The Egyptian Revolution is only the latest demonstration of the change in Israel’s strategic environment. Israel ‘lost’ Iran when the Shah was overthrown in 1979. This was followed by the emergence of a Tehran-Damascus-Hezbollah axis, which has sought to challenge Israel’s regional hegemony. Over the past couple of years, Israel has also ‘lost’ Turkey, a former ally of real weight. It is now in danger of ‘losing’ Egypt. The threat looms of regional isolation.
Moreover, Israel’s relentless seizure of Palestinian land on the West Bank and its refusal to engage in serious negotiations with the Palestinians and Syria on the basis of ‘land for peace’ have lost it many former supporters in Europe and the United States. It is well aware that it faces a threat of ‘de-legitimisation’.
How will Israel react to the Egyptian Revolution? Will it move troops to its border with Egypt, strengthen its defences, desperately seek allies in the Egyptian military junta now temporarily in charge, and plead for still more American aid? Or will it — at long last — make a determined bid to resolve its territorial conflicts with Syria and Lebanon and allow the emergence of an independent Palestinian state with its capital in Occupied east Jerusalem?

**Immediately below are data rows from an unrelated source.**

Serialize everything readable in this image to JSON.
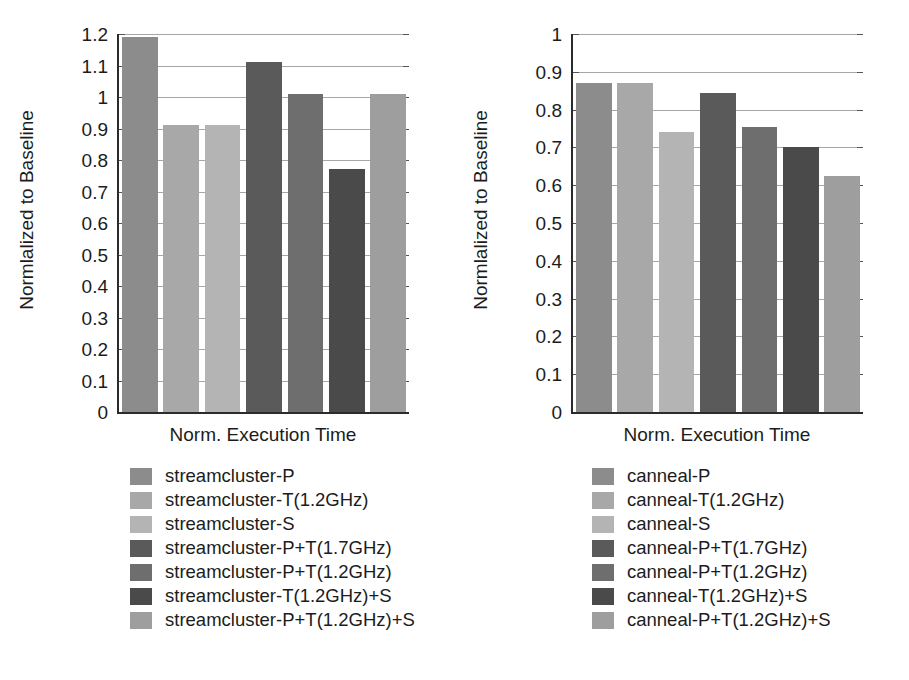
{
  "figure": {
    "panels": [
      {
        "id": "left",
        "ylabel": "Normlalized to Baseline",
        "xlabel": "Norm. Execution Time",
        "yticks": [
          "1.2",
          "1.1",
          "1",
          "0.9",
          "0.8",
          "0.7",
          "0.6",
          "0.5",
          "0.4",
          "0.3",
          "0.2",
          "0.1",
          "0"
        ],
        "legend": [
          {
            "label": "streamcluster-P",
            "color": "#8c8c8c"
          },
          {
            "label": "streamcluster-T(1.2GHz)",
            "color": "#a8a8a8"
          },
          {
            "label": "streamcluster-S",
            "color": "#b4b4b4"
          },
          {
            "label": "streamcluster-P+T(1.7GHz)",
            "color": "#5a5a5a"
          },
          {
            "label": "streamcluster-P+T(1.2GHz)",
            "color": "#6e6e6e"
          },
          {
            "label": "streamcluster-T(1.2GHz)+S",
            "color": "#4a4a4a"
          },
          {
            "label": "streamcluster-P+T(1.2GHz)+S",
            "color": "#9e9e9e"
          }
        ]
      },
      {
        "id": "right",
        "ylabel": "Normlalized to Baseline",
        "xlabel": "Norm. Execution Time",
        "yticks": [
          "1",
          "0.9",
          "0.8",
          "0.7",
          "0.6",
          "0.5",
          "0.4",
          "0.3",
          "0.2",
          "0.1",
          "0"
        ],
        "legend": [
          {
            "label": "canneal-P",
            "color": "#8c8c8c"
          },
          {
            "label": "canneal-T(1.2GHz)",
            "color": "#a8a8a8"
          },
          {
            "label": "canneal-S",
            "color": "#b4b4b4"
          },
          {
            "label": "canneal-P+T(1.7GHz)",
            "color": "#5a5a5a"
          },
          {
            "label": "canneal-P+T(1.2GHz)",
            "color": "#6e6e6e"
          },
          {
            "label": "canneal-T(1.2GHz)+S",
            "color": "#4a4a4a"
          },
          {
            "label": "canneal-P+T(1.2GHz)+S",
            "color": "#9e9e9e"
          }
        ]
      }
    ]
  },
  "chart_data": [
    {
      "type": "bar",
      "title": "",
      "xlabel": "Norm. Execution Time",
      "ylabel": "Normlalized to Baseline",
      "ylim": [
        0,
        1.2
      ],
      "ytick_step": 0.1,
      "grid": true,
      "legend_position": "below",
      "categories": [
        "streamcluster-P",
        "streamcluster-T(1.2GHz)",
        "streamcluster-S",
        "streamcluster-P+T(1.7GHz)",
        "streamcluster-P+T(1.2GHz)",
        "streamcluster-T(1.2GHz)+S",
        "streamcluster-P+T(1.2GHz)+S"
      ],
      "values": [
        1.19,
        0.91,
        0.91,
        1.11,
        1.01,
        0.77,
        1.01
      ],
      "colors": [
        "#8c8c8c",
        "#a8a8a8",
        "#b4b4b4",
        "#5a5a5a",
        "#6e6e6e",
        "#4a4a4a",
        "#9e9e9e"
      ]
    },
    {
      "type": "bar",
      "title": "",
      "xlabel": "Norm. Execution Time",
      "ylabel": "Normlalized to Baseline",
      "ylim": [
        0,
        1.0
      ],
      "ytick_step": 0.1,
      "grid": true,
      "legend_position": "below",
      "categories": [
        "canneal-P",
        "canneal-T(1.2GHz)",
        "canneal-S",
        "canneal-P+T(1.7GHz)",
        "canneal-P+T(1.2GHz)",
        "canneal-T(1.2GHz)+S",
        "canneal-P+T(1.2GHz)+S"
      ],
      "values": [
        0.87,
        0.87,
        0.74,
        0.845,
        0.755,
        0.7,
        0.625
      ],
      "colors": [
        "#8c8c8c",
        "#a8a8a8",
        "#b4b4b4",
        "#5a5a5a",
        "#6e6e6e",
        "#4a4a4a",
        "#9e9e9e"
      ]
    }
  ]
}
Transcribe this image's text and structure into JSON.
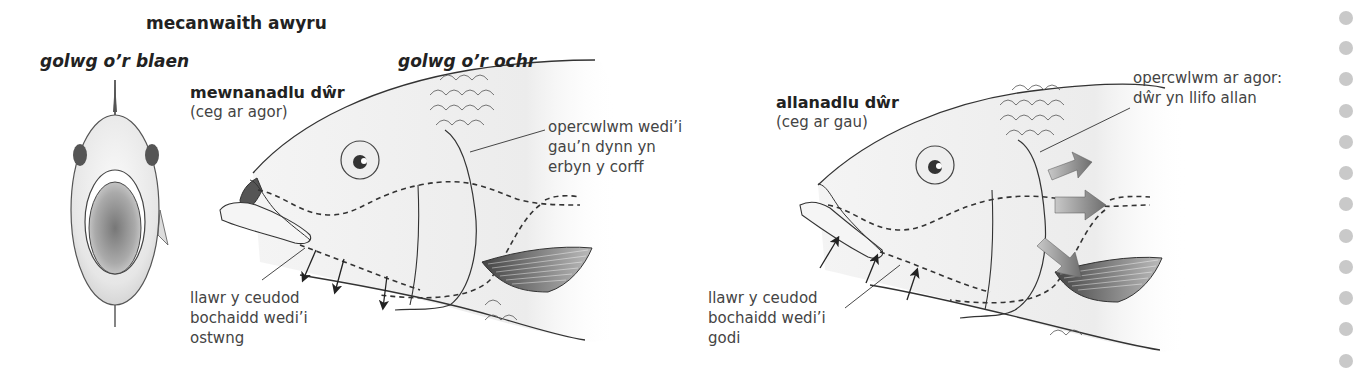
{
  "title": "mecanwaith awyru",
  "front_view": {
    "label": "golwg o’r blaen"
  },
  "side_view": {
    "label": "golwg o’r ochr"
  },
  "inhale": {
    "heading": "mewnanadlu dŵr",
    "subheading": "(ceg ar agor)",
    "operculum_label": "opercwlwm wedi’i\ngau’n dynn yn\nerbyn y corff",
    "floor_label": "llawr y ceudod\nbochaidd wedi’i\nostwng"
  },
  "exhale": {
    "heading": "allanadlu dŵr",
    "subheading": "(ceg ar gau)",
    "operculum_label": "opercwlwm ar agor:\ndŵr yn llifo allan",
    "floor_label": "llawr y ceudod\nbochaidd wedi’i\ngodi"
  },
  "colors": {
    "outline": "#333333",
    "fish_fill": "#f2f2f2",
    "fish_shade": "#d8d8d8",
    "arrow_fill": "#8a8a8a",
    "side_dots": "#c9c9c9"
  },
  "side_dots_count": 12
}
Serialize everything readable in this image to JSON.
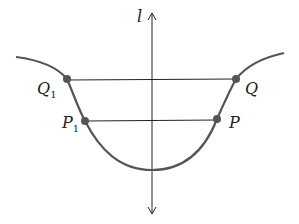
{
  "diagram": {
    "axis_label": "l",
    "points": [
      {
        "name": "Q1",
        "base": "Q",
        "sub": "1"
      },
      {
        "name": "Q",
        "base": "Q",
        "sub": ""
      },
      {
        "name": "P1",
        "base": "P",
        "sub": "1"
      },
      {
        "name": "P",
        "base": "P",
        "sub": ""
      }
    ],
    "colors": {
      "curve": "#555555",
      "points": "#555555",
      "lines": "#222222"
    }
  }
}
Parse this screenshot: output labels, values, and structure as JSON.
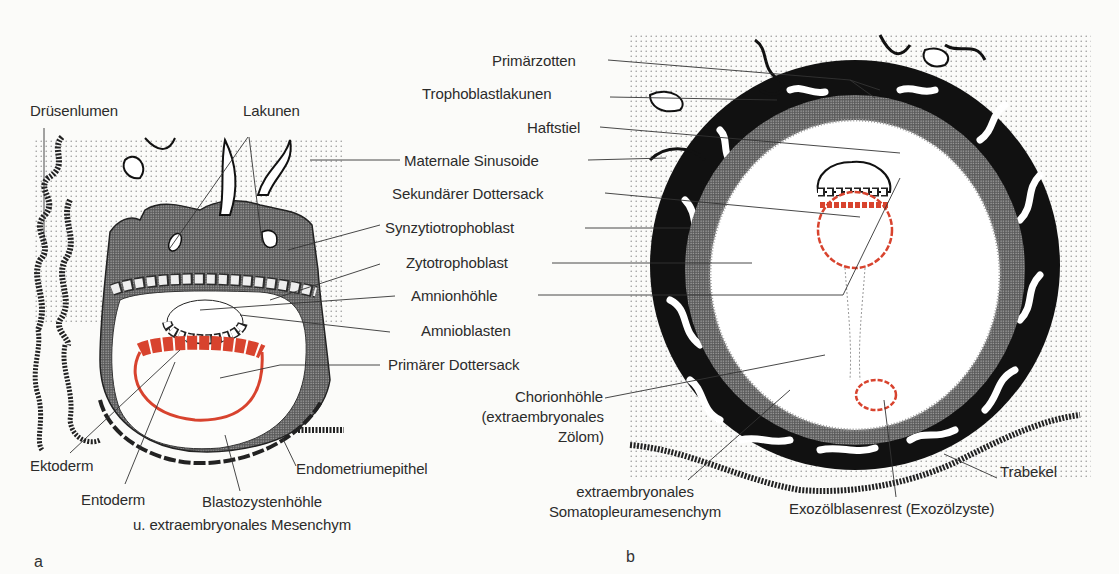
{
  "colors": {
    "endoderm_red": "#d8432e",
    "trophoblast_black": "#111111",
    "stipple": "#9a9a9a",
    "background": "#fbfbf9"
  },
  "panel_a": {
    "letter": "a",
    "labels": {
      "druesenlumen": "Drüsenlumen",
      "lakunen": "Lakunen",
      "ektoderm": "Ektoderm",
      "entoderm": "Entoderm",
      "blastozystenhoehle_1": "Blastozystenhöhle",
      "blastozystenhoehle_2": "u. extraembryonales Mesenchym",
      "endometriumepithel": "Endometriumepithel"
    }
  },
  "shared_labels": {
    "maternale_sinusoide": "Maternale Sinusoide",
    "synzytiotrophoblast": "Synzytiotrophoblast",
    "zytotrophoblast": "Zytotrophoblast",
    "amnionhoehle": "Amnionhöhle",
    "amnioblasten": "Amnioblasten",
    "primaerer_dottersack": "Primärer Dottersack"
  },
  "panel_b": {
    "letter": "b",
    "labels": {
      "primaerzotten": "Primärzotten",
      "trophoblastlakunen": "Trophoblastlakunen",
      "haftstiel": "Haftstiel",
      "sekundaerer_dottersack": "Sekundärer Dottersack",
      "chorionhoehle_1": "Chorionhöhle",
      "chorionhoehle_2": "(extraembryonales",
      "chorionhoehle_3": "Zölom)",
      "somatopleura_1": "extraembryonales",
      "somatopleura_2": "Somatopleuramesenchym",
      "exozoel": "Exozölblasenrest (Exozölzyste)",
      "trabekel": "Trabekel"
    }
  }
}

Israel urgently needs to rethink its security doctrine. This is the clear lesson of the dramatic events in Egypt. Dominating the region by force of arms — Israel’s doctrine since the creation of the state — is less and less of a viable option. It serves only to arouse ferocious and growing resistance, which must eventually erupt into violence. Israel needs a revolution in its security thinking, but of this there is as yet no sign.
Only peace, not arms, can guarantee Israel’s long-term security.
Patrick Seale is a commentator and author of several books on Middle East affairs.